Recently, Prof. Hui Chao (School of Chemistry, Sun Yat-sen University) and Prof. Gilles Gasser (Chimie ParisTech, PSL University, France) reported on novel mitochondria-localized iridium(III) endoperoxide prodrug, which synergistically released upon two-photon light irradiation under hypoxic conditions, highly cytotoxic iridium(III) complex and singlet oxygen as well as generates an alkoxy radical. Due to its independence from oxygen concentration inside cancer cells and its multi-action mechanism, the compound was highly phototoxic in hypoxic tumor cells and 3D multicellular tumor spheroids in the nanomolar range. This study presents the first example of an iridium-based endoperoxide prodrug for synergistic photodynamic therapy/photoactivated chemotherapy under hypoxia. It presents one of the most efficient metal-based PDT PSs working under hypoxic conditions and that can be excited with 2P. Due to a mechanism of action of 2-O-IrAn prodrug involving three independent pathways (1) release of highly cytotoxic iridium(III) complex, (2) generation of singlet oxygen, and (3) generation of an alkoxy radical, extremely high phototoxicity was observed in cancerous cells under normoxic and hypoxic conditions (hypoxia: IC50=60.0 nM, PI=690; normoxia: 51.5 nM, PI=959.1), presenting a novel approach for synergistic photodynamic therapy and photoactivated chemotherapy. Encapsulation within a biotin functionalized polymer into DSPE-PEG-Biotin@2-O-IrAn nanoparticles provides high tumor accumulation and improves the pharmacological properties of the compound. While not showing any side effects within a mouse model, the nanoparticles were found to eradicate a tumor inside an animal model within a single procedure, presenting better therapeutic properties than the clinically approved anticancer drug cisplatin.

 

Scheme 1. A) Previously reported EPO photosensitizers, B) Previously reported carbon radical photosensitizers,  C/D) Schematic illustration of the mechanism of action of the Ir(III) complex by photodynamic therapy/photoactivated chemotherapy.

 

This work has recently been published in J. Am.
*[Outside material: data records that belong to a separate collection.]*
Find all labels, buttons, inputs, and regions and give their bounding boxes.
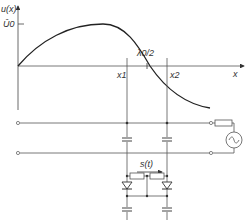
displacement-label: s(t) xyxy=(140,159,153,169)
x-axis-label: x xyxy=(232,69,238,79)
x1-label: x1 xyxy=(116,70,127,80)
x2-label: x2 xyxy=(169,70,180,80)
diode-x1-icon xyxy=(121,180,133,190)
filter-capacitor-x2 xyxy=(162,207,172,212)
source-resistor xyxy=(215,120,232,126)
coupling-capacitor-x1 xyxy=(122,137,132,142)
junction-x1 xyxy=(126,122,129,125)
y-axis-label: u(x) xyxy=(1,4,17,14)
terminal-top-right xyxy=(209,121,212,124)
graph: u(x) Û0 x λ0/2 x1 x2 xyxy=(1,4,244,110)
detector-bridge xyxy=(121,173,173,212)
bridge-resistor-left xyxy=(130,173,144,179)
peak-label: Û0 xyxy=(3,19,15,29)
terminal-top-left xyxy=(16,121,19,124)
bridge-resistor-right xyxy=(150,173,164,179)
filter-capacitor-x1 xyxy=(122,207,132,212)
standing-wave-probe-diagram: u(x) Û0 x λ0/2 x1 x2 xyxy=(0,0,249,224)
diode-x2-icon xyxy=(161,180,173,190)
junction-x2 xyxy=(166,122,169,125)
coupling-capacitor-x2 xyxy=(162,137,172,142)
terminal-bottom-left xyxy=(16,151,19,154)
terminal-bottom-right xyxy=(209,151,212,154)
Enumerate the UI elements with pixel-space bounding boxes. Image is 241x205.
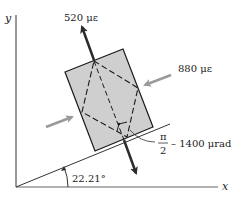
compression-arrow-left xyxy=(46,117,72,127)
compression-arrow-right xyxy=(145,75,171,85)
tension-arrow-up xyxy=(82,27,94,60)
angle-label: 22.21° xyxy=(72,173,106,184)
y-axis-label: y xyxy=(4,12,12,25)
strain-label-880: 880 με xyxy=(178,63,212,74)
angle-dot xyxy=(118,123,120,125)
strain-diagram: y x 22.21° 520 με 880 με π 2 – 1400 μrad xyxy=(0,0,241,205)
shear-pi: π xyxy=(160,131,167,142)
tension-arrow-down xyxy=(124,140,136,173)
strain-label-520: 520 με xyxy=(64,12,98,23)
x-axis-label: x xyxy=(222,180,229,193)
shear-rest: – 1400 μrad xyxy=(171,138,232,149)
shear-den: 2 xyxy=(160,145,166,156)
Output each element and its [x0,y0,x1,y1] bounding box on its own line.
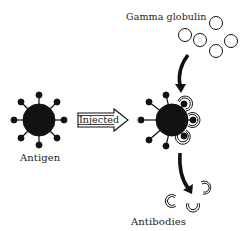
arrow-down-icon [180,153,193,194]
immune-diagram [0,0,251,231]
antibodies-label: Antibodies [131,216,186,227]
arrow-down-icon [175,55,188,93]
antigen-right-icon [138,92,196,149]
injected-label: Injected [79,114,119,125]
antigen-label: Antigen [20,152,60,163]
gamma-globulin-label: Gamma globulin [126,11,207,22]
antigen-left-icon [11,92,67,148]
gamma-globulin-icon [179,17,238,58]
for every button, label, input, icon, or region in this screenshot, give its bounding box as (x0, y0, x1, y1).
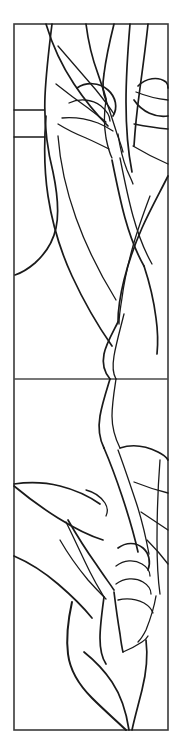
stained-glass-pattern-canvas (0, 0, 182, 750)
paper-background (0, 0, 182, 750)
stained-glass-drawing (0, 0, 182, 750)
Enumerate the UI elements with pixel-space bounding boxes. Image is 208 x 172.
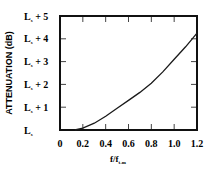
y-tick-label: Ls + 4 — [24, 33, 48, 45]
x-axis-label: f/ft-m — [110, 154, 127, 165]
y-tick-label: Ls — [24, 125, 33, 137]
y-tick-label: Ls + 5 — [24, 11, 48, 23]
y-tick-label: Ls + 2 — [24, 79, 48, 91]
x-tick-label: 0.6 — [122, 138, 135, 149]
attenuation-curve — [75, 33, 197, 130]
y-axis-ticks: LsLs + 1Ls + 2Ls + 3Ls + 4Ls + 5 — [24, 11, 197, 137]
x-tick-label: 0.8 — [145, 138, 158, 149]
x-tick-label: 1.2 — [191, 138, 204, 149]
x-tick-label: 0 — [58, 138, 63, 149]
x-tick-label: 0.4 — [99, 138, 112, 149]
attenuation-chart: LsLs + 1Ls + 2Ls + 3Ls + 4Ls + 5 00.20.4… — [0, 0, 208, 172]
x-tick-label: 1.0 — [168, 138, 181, 149]
y-tick-label: Ls + 3 — [24, 56, 48, 68]
y-tick-label: Ls + 1 — [24, 102, 48, 114]
y-axis-label: ATTENUATION (dB) — [4, 31, 14, 115]
x-tick-label: 0.2 — [77, 138, 90, 149]
plot-frame — [60, 16, 197, 130]
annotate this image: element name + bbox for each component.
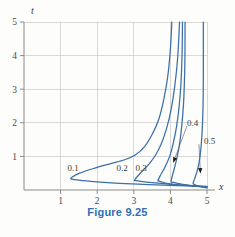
x-tick-label-2: 2 <box>95 196 100 206</box>
x-tick-label-1: 1 <box>58 196 63 206</box>
curve-label-0-4: 0.4 <box>187 118 199 128</box>
figure-caption: Figure 9.25 <box>0 206 235 218</box>
curve-label-0-1: 0.1 <box>67 163 78 173</box>
y-tick-label-5: 5 <box>12 17 17 27</box>
y-axis-label: t <box>31 5 34 16</box>
x-tick-label-5: 5 <box>205 196 210 206</box>
y-tick-label-2: 2 <box>12 118 17 128</box>
y-tick-label-1: 1 <box>12 152 17 162</box>
y-tick-label-4: 4 <box>12 51 17 61</box>
figure-container: 1 2 3 4 5 1 2 3 4 5 t x 0.1 0.2 0.3 <box>0 0 235 237</box>
plot-svg: 1 2 3 4 5 1 2 3 4 5 t x 0.1 0.2 0.3 <box>0 0 235 237</box>
curve-0-4 <box>171 22 207 187</box>
curve-0-1 <box>71 22 207 186</box>
leader-arrowhead-0-5 <box>198 168 202 173</box>
curve-label-0-2: 0.2 <box>116 163 127 173</box>
grid-horizontal <box>24 22 207 156</box>
x-tick-label-3: 3 <box>131 196 136 206</box>
x-axis-label: x <box>218 181 224 192</box>
y-tick-label-3: 3 <box>12 85 17 95</box>
curve-label-0-5: 0.5 <box>204 136 216 146</box>
x-tick-label-4: 4 <box>168 196 173 206</box>
x-axis-ticks: 1 2 3 4 5 <box>58 190 209 206</box>
y-axis-ticks: 1 2 3 4 5 <box>12 17 24 161</box>
curve-label-0-3: 0.3 <box>135 163 147 173</box>
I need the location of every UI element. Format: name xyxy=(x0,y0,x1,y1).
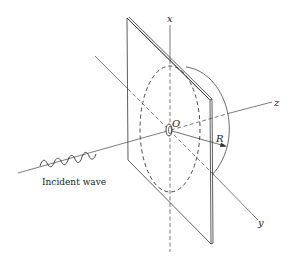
origin-label: O xyxy=(172,118,180,129)
aperture-diagram: x z y O R Incident wave xyxy=(0,0,290,265)
radius-label: R xyxy=(215,133,224,144)
incident-wave-label: Incident wave xyxy=(42,177,106,187)
y-axis-label: y xyxy=(257,217,264,228)
x-axis-label: x xyxy=(167,13,173,24)
z-axis-label: z xyxy=(273,97,280,108)
diagram-canvas: x z y O R Incident wave xyxy=(0,0,290,265)
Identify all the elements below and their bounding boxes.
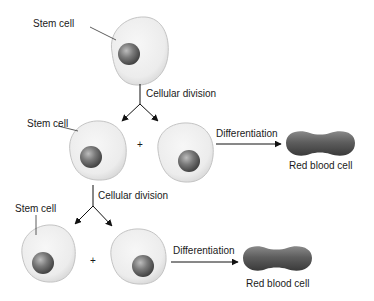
nucleus: [178, 150, 200, 172]
stem-cell-bottom-left: [22, 225, 75, 282]
stem-cell-label-middle: Stem cell: [27, 118, 68, 129]
stem-cell-label-top: Stem cell: [33, 18, 74, 29]
cellular-division-label-1: Cellular division: [146, 88, 216, 99]
nucleus: [118, 43, 140, 65]
nucleus: [132, 255, 154, 277]
stem-cell-middle-left: [70, 121, 127, 180]
red-blood-cell-label-2: Red blood cell: [246, 278, 309, 289]
red-blood-cell-2: [243, 246, 312, 271]
differentiation-label-2: Differentiation: [173, 245, 235, 256]
differentiation-label-1: Differentiation: [216, 128, 278, 139]
nucleus: [32, 252, 54, 274]
stem-cell-pointer: [90, 27, 116, 40]
daughter-cell-middle-right: [158, 123, 213, 182]
plus-sign-middle: +: [137, 139, 143, 150]
red-blood-cell-1: [286, 131, 355, 156]
cellular-division-label-2: Cellular division: [98, 190, 168, 201]
nucleus: [80, 146, 102, 168]
stem-cell-label-bottom: Stem cell: [15, 203, 56, 214]
daughter-cell-bottom-right: [111, 229, 166, 284]
plus-sign-bottom: +: [90, 255, 96, 266]
red-blood-cell-label-1: Red blood cell: [289, 160, 352, 171]
diagram-canvas: Stem cell Cellular division Stem cell + …: [0, 0, 374, 301]
stem-cell-original: [111, 17, 168, 85]
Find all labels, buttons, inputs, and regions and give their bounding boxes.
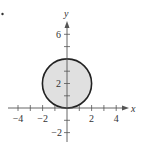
y-axis-arrow-icon <box>65 21 70 28</box>
x-tick-label: −2 <box>37 113 48 124</box>
y-tick-label: 2 <box>56 78 61 89</box>
x-tick-label: 2 <box>89 113 94 124</box>
x-axis-label: x <box>130 103 136 114</box>
x-tick-label: −4 <box>13 113 24 124</box>
graph-figure: x y −4 −2 2 4 6 2 −2 <box>0 0 143 151</box>
bullet-dot <box>1 13 3 15</box>
x-tick-label: 4 <box>114 113 119 124</box>
x-axis-arrow-icon <box>122 106 129 111</box>
y-axis-label: y <box>63 8 69 19</box>
y-tick-label: −2 <box>51 127 62 138</box>
y-tick-label: 6 <box>56 29 61 40</box>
Chem. Soc. entitled: " Photo-Decaging of A Mitochondria-Localized Iridium(III) Endoperoxide Complex for Two-Photon Photoactivated Therapy under Hypoxia". Dr. Shi Kuang and Fangmian Wei from school of Chemistry, Sun Yat-sen University are the co-first authors, Prof. Dr. Hui Chao (from school of Chemistry, Sun Yat-sen University) and Prof. Dr. Gilles Gasser (from Chimie ParisTech, PSL University, France) are the co-corresponding authors.

 

This work was supported by the National Natural Science Foundation of China (Nos. 22120102002 and 21778079) and the Science and Technology Innovation Program of Hunan Province of China (No. 2021RC5028). This work was also financially supported by an ERC Consolidator Grant PhotoMedMet to G.G. (GA 681679), has received support under the program "Investissements d'Avenir" launched by the French Government and implemented by the ANR with the reference ANR-10-IDEX-0001-02 PSL (G.G.).